I guess a post like this is so far afield that it could be posted on any NDN board, or maybe I’m justifying it to give myself cover so no one gives me a rash of sh*t.

For those of you who remember the ND/Purdue game I’m talking about, you will most likely remember the details better than I, so please feel free to correct any mistakes I make.

To begin with, I can’t remember if the game was at ND or Purdue.

I think it was Brees’s third year, and he was already a an All America QB or close to it.

First quarter, Purdue has the ball on their own 20 something yard line. Fourth down. No score. Tiller decides to go for it. ND stuffs the play and a few downs later, the Irish score and never look back, winning handily.

Does Basketball-on-grass Joe Tiller dial up his passing game with the quick-hitters over the middle that Brees destroyed ND with the previous year? Does Tiller give future All-Pro Drew Brees, an under-size athlete with cat-quick instincts and a release that would make Otto Graham and Dan Marino cry with envy, the freedom to put on an offensive show and throw the ball all over the field and power the Boilermakers to victory?

No, he does not.

Joe Tiller, for reasons that I never understood, took the passing arm of his quarterback and sheathed it.
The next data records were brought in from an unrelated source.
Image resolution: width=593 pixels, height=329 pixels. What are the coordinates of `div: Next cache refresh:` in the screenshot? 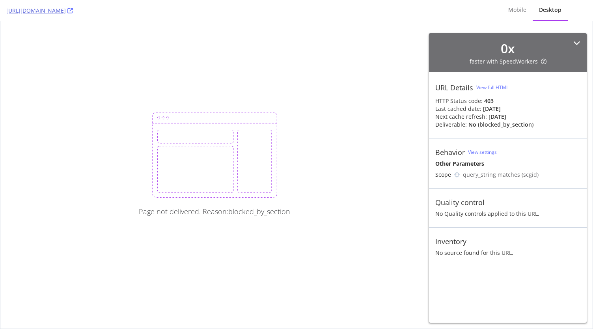 It's located at (461, 117).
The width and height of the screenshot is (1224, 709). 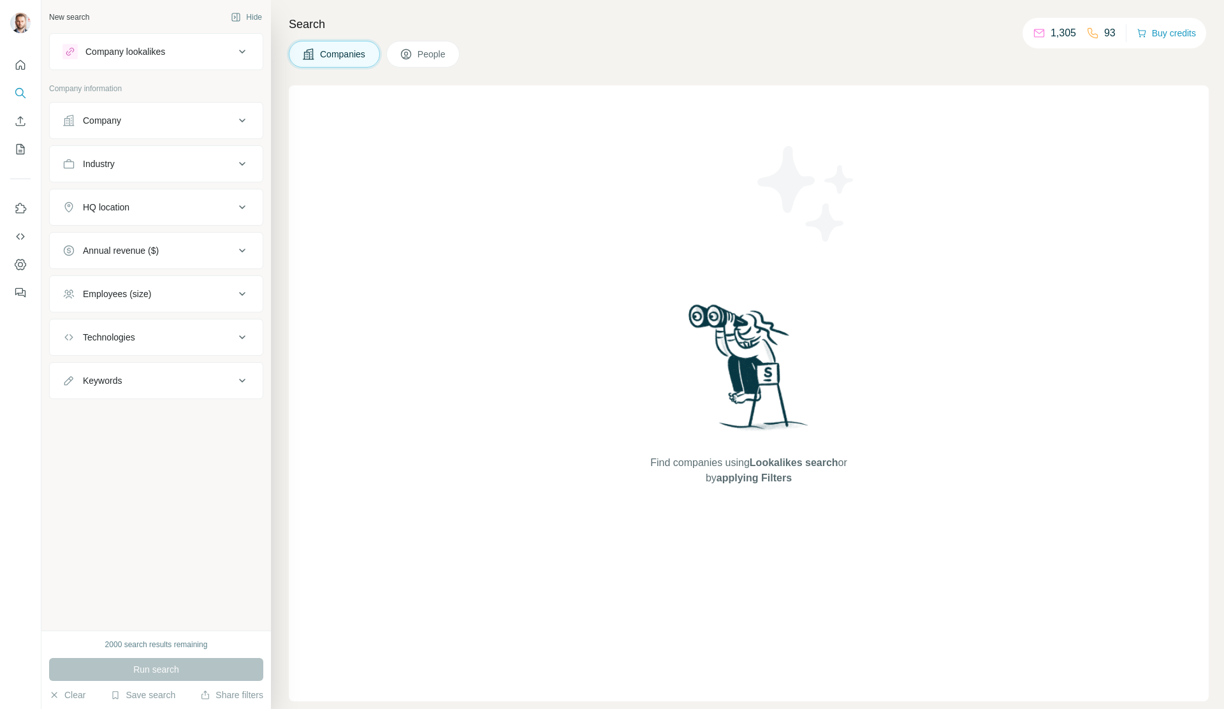 I want to click on button: Enrich CSV, so click(x=20, y=121).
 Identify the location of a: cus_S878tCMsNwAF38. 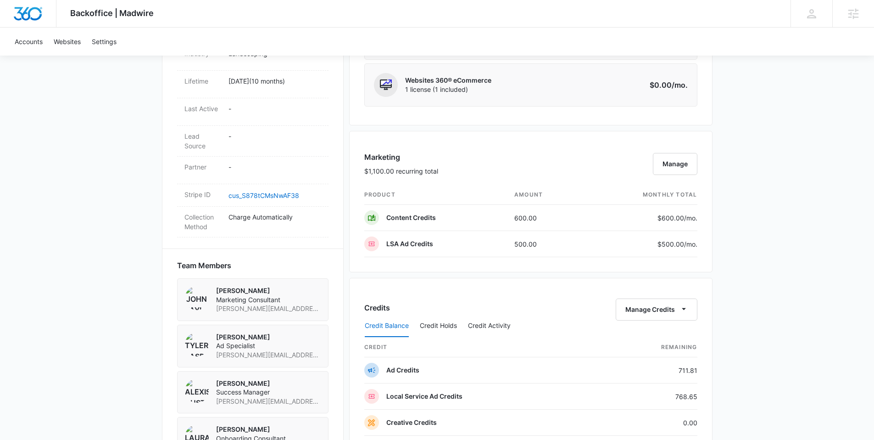
(264, 195).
Basketball-on-grass was put in a drawer and Woody Hayes’s Three Yards and a Cloud of Dust was, uh, “dusted off,” and found wanting.

Sometimes even a dunderhead like me can see with laser clarity and say, “This is the way.” But Tiller’s reply, which so clearly should have been, “This is the way,” was instead a blank stare and a collection of off-tackle running plays that went for no gain.